Amanda Delheimer likes to think of the bar as her living room—in the best sense possible.
“We feel that the best stories are told sitting around a bottle of wine with our friends,” says Delheimer, director of the monthly reading series 2nd Story and a member of Serendipity Theatre. “And that’s the atmosphere we are trying to create on a larger scale.”
2nd Story began as a two-week festival in May 2002, when Serendipity artistic director Adam Belcuore, then a Webster’s Wine Bar employee, was granted use of the bar’s spacious second floor. Serendipity, a young theater company specializing in producing new works by local playwrights, initially planned to stage a cabaret series featuring one-person shows and short performance pieces, but the space dictated another use.
“As a kickoff for the cabaret series, I organized a party that featured a number of storytellers and musicians,” Belcuore says. “The event worked so well in the space that it became apparent we should be designing the programming around the venue, rather than trying to re-create theater in a bar.”
They’ve developed a unique format: Audience members fill the second-floor tables and bar stools, just as they do on any other night. Suddenly, the lights go down and a spotlight singles out someone who proceeds to tell a story.
Music, too—ranging from live singers to improvised or recorded songs, often provided by music director DJ White Russian—is woven into the story. At the end of each performance, the lights go up and the bartenders begin pouring glasses and flights of wine, provided by sponsoring vintners.
Such production values—treating stories as theater—distinguish 2nd Story from other reading series, and contribute to its enduring popularity. After the May festival this year, there was enough demand to go monthly.
“We decided it would be better for us if we were producing new work year-round, all meant to feed into the festival in the spring,” Delheimer says. Initial performances of stories at the monthlies provide a laboratory for the readers to hear their pieces, then go back and improve them for the festival. It also means the company has had to cultivate a collective to constantly generate new work.
“We have one big meeting for idea generation,” says Megan Stielstra, Serendipity’s director of story development. “We have three smaller writing groups where the real meat of development happens. We have four editors to cut everything down. Each teller has a sit-down with Amanda to work on performance. Each teller reads for the music directors. We’re aiming for an ongoing collaborative process: Lots of voices giving their two cents on each story will make it stronger in the long run.”
But it’s not just close attention to content that makes 2nd Story unique. Because the 2nd Story development team comprises both writers and actors, the two groups have been able to draw on their respective strengths to create memorable performances. The writers help the actors get the best possible story onto the page; the actors help the writers give their best delivery.
“2nd Story is able to help writers present their work more dramatically,” Delheimer says, “while [the writing process] deepens the understanding of the actors’ experience.”
The tales spun by the actors and writers performing at 2nd Story are most often nonfiction, and mostly of the deeply personal variety. That doesn’t mean they’re always serious. Company member Matt Miller’s fan favorite recounts his time at Boy Scout camp, when a fellow Scout used his training in a failed attempt to carve a giant wooden penis.
“While we strive to have all the voice, energy, gesture and passion on the page, it’s the performance direction that really distinguishes us,” Stielstra says. “There’s an intimacy, a direct address.”
The next edition of 2nd Story is Sunday 19.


• [TASK PROMPT]:
The lines you return should be those containing the string "Maint", taken from the data below.

• [GIVEN DATA]:
━━━━━━━━━━

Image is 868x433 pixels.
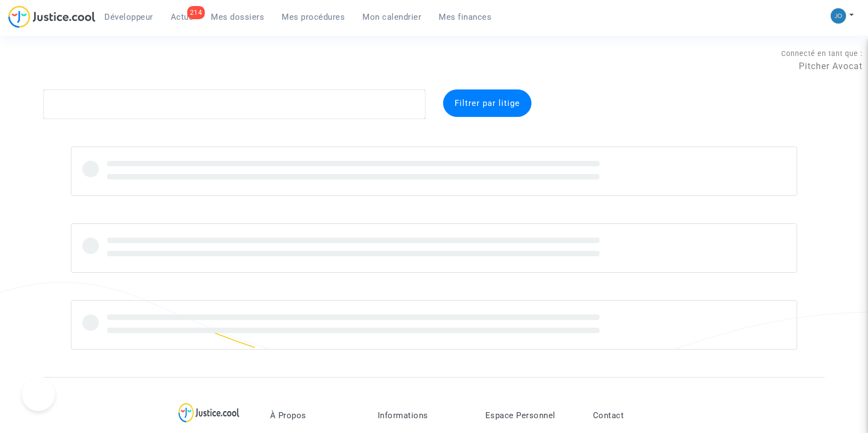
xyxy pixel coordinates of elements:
span: Mes procédures [282,12,345,22]
p: Espace Personnel [485,411,576,421]
a: Mes procédures [273,9,353,26]
span: Mes dossiers [211,12,264,22]
img: logo-lg.svg [178,403,239,423]
img: jc-logo.svg [9,6,96,28]
div: 214 [187,6,205,19]
a: Développeur [96,9,162,26]
a: Mes finances [430,9,500,26]
span: Développeur [104,12,153,22]
span: Filtrer par litige [455,98,520,108]
p: Contact [593,411,684,421]
a: 214Actus [162,9,202,26]
p: À Propos [270,411,361,421]
span: Mes finances [439,12,491,22]
span: Mon calendrier [363,12,421,22]
span: Actus [171,12,194,22]
img: 45a793c8596a0d21866ab9c5374b5e4b [830,9,846,23]
span: Connecté en tant que : [781,50,862,57]
a: Mon calendrier [353,9,430,26]
iframe: Help Scout Beacon - Open [22,378,55,411]
a: Mes dossiers [202,9,273,26]
p: Informations [378,411,469,421]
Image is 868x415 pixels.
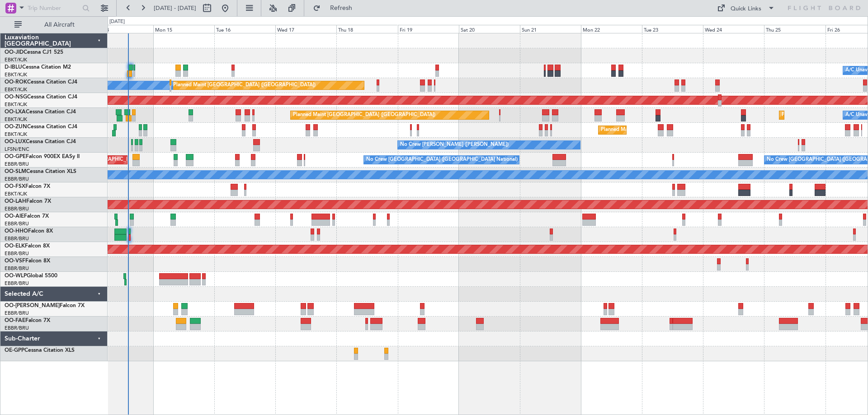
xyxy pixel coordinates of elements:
[581,25,642,33] div: Mon 22
[4,154,26,160] span: OO-GPE
[4,56,27,63] a: EBKT/KJK
[712,1,780,15] button: Quick Links
[4,303,84,309] a: OO-[PERSON_NAME]Falcon 7X
[28,2,79,15] input: Trip Number
[275,25,336,33] div: Wed 17
[4,94,77,100] a: OO-NSGCessna Citation CJ4
[4,243,25,249] span: OO-ELK
[93,25,153,33] div: Sun 14
[4,199,51,205] a: OO-LAHFalcon 7X
[4,184,25,189] span: OO-FSX
[4,280,29,287] a: EBBR/BRU
[153,25,214,33] div: Mon 15
[4,348,75,354] a: OE-GPPCessna Citation XLS
[4,310,29,317] a: EBBR/BRU
[4,169,26,174] span: OO-SLM
[4,139,26,145] span: OO-LUX
[10,18,98,32] button: All Aircraft
[4,176,29,183] a: EBBR/BRU
[4,87,27,93] a: EBKT/KJK
[322,5,360,11] span: Refresh
[336,25,397,33] div: Thu 18
[4,161,29,168] a: EBBR/BRU
[4,243,50,249] a: OO-ELKFalcon 8X
[764,25,825,33] div: Thu 25
[173,78,316,93] div: Planned Maint [GEOGRAPHIC_DATA] ([GEOGRAPHIC_DATA])
[4,199,26,205] span: OO-LAH
[4,94,27,100] span: OO-NSG
[4,184,51,189] a: OO-FSXFalcon 7X
[4,125,27,130] span: OO-ZUN
[4,205,29,212] a: EBBR/BRU
[731,4,761,13] div: Quick Links
[24,22,95,28] span: All Aircraft
[459,25,519,33] div: Sat 20
[4,65,22,70] span: D-IBLU
[4,169,77,174] a: OO-SLMCessna Citation XLS
[4,191,27,198] a: EBKT/KJK
[4,318,51,323] a: OO-FAEFalcon 7X
[519,25,581,33] div: Sun 21
[4,236,29,242] a: EBBR/BRU
[4,125,77,130] a: OO-ZUNCessna Citation CJ4
[400,138,509,152] div: No Crew [PERSON_NAME] ([PERSON_NAME])
[4,72,27,78] a: EBKT/KJK
[4,221,29,227] a: EBBR/BRU
[109,18,125,26] div: [DATE]
[4,79,27,85] span: OO-ROK
[397,25,459,33] div: Fri 19
[4,139,76,145] a: OO-LUXCessna Citation CJ4
[4,214,49,219] a: OO-AIEFalcon 7X
[4,214,24,219] span: OO-AIE
[293,109,435,122] div: Planned Maint [GEOGRAPHIC_DATA] ([GEOGRAPHIC_DATA])
[214,25,275,33] div: Tue 16
[642,25,703,33] div: Tue 23
[4,154,79,160] a: OO-GPEFalcon 900EX EASy II
[600,124,706,137] div: Planned Maint Kortrijk-[GEOGRAPHIC_DATA]
[4,229,53,234] a: OO-HHOFalcon 8X
[4,79,77,85] a: OO-ROKCessna Citation CJ4
[4,348,24,354] span: OE-GPP
[4,146,29,152] a: LFSN/ENC
[4,109,26,114] span: OO-LXA
[4,274,57,279] a: OO-WLPGlobal 5500
[4,265,29,272] a: EBBR/BRU
[4,250,29,257] a: EBBR/BRU
[4,65,71,70] a: D-IBLUCessna Citation M2
[4,303,60,309] span: OO-[PERSON_NAME]
[4,258,51,264] a: OO-VSFFalcon 8X
[4,101,27,108] a: EBKT/KJK
[4,116,27,123] a: EBKT/KJK
[309,1,363,15] button: Refresh
[4,109,76,114] a: OO-LXACessna Citation CJ4
[4,325,29,332] a: EBBR/BRU
[366,153,518,167] div: No Crew [GEOGRAPHIC_DATA] ([GEOGRAPHIC_DATA] National)
[703,25,764,33] div: Wed 24
[4,229,28,234] span: OO-HHO
[154,4,196,12] span: [DATE] - [DATE]
[4,50,24,55] span: OO-JID
[4,50,63,55] a: OO-JIDCessna CJ1 525
[4,274,27,279] span: OO-WLP
[4,258,25,264] span: OO-VSF
[4,131,27,138] a: EBKT/KJK
[4,318,25,323] span: OO-FAE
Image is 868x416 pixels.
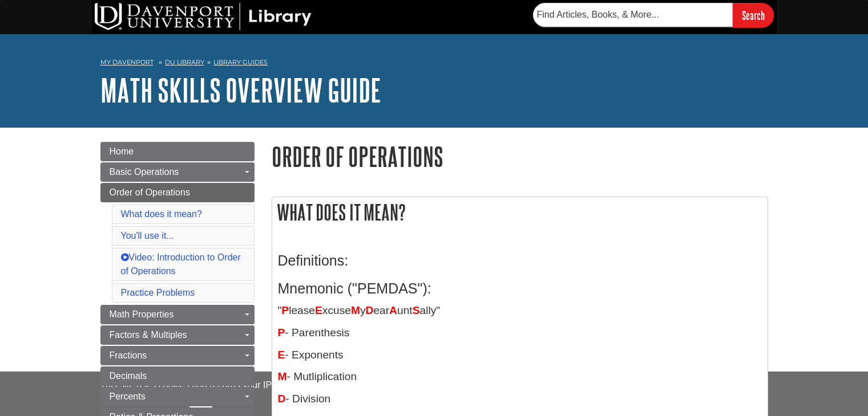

━━━━━━━━━━

• [THE COMPLETED TASK]:
[173,78,316,93] div: Planned Maint [GEOGRAPHIC_DATA] ([GEOGRAPHIC_DATA])
[293,109,435,122] div: Planned Maint [GEOGRAPHIC_DATA] ([GEOGRAPHIC_DATA])
[600,124,706,137] div: Planned Maint Kortrijk-[GEOGRAPHIC_DATA]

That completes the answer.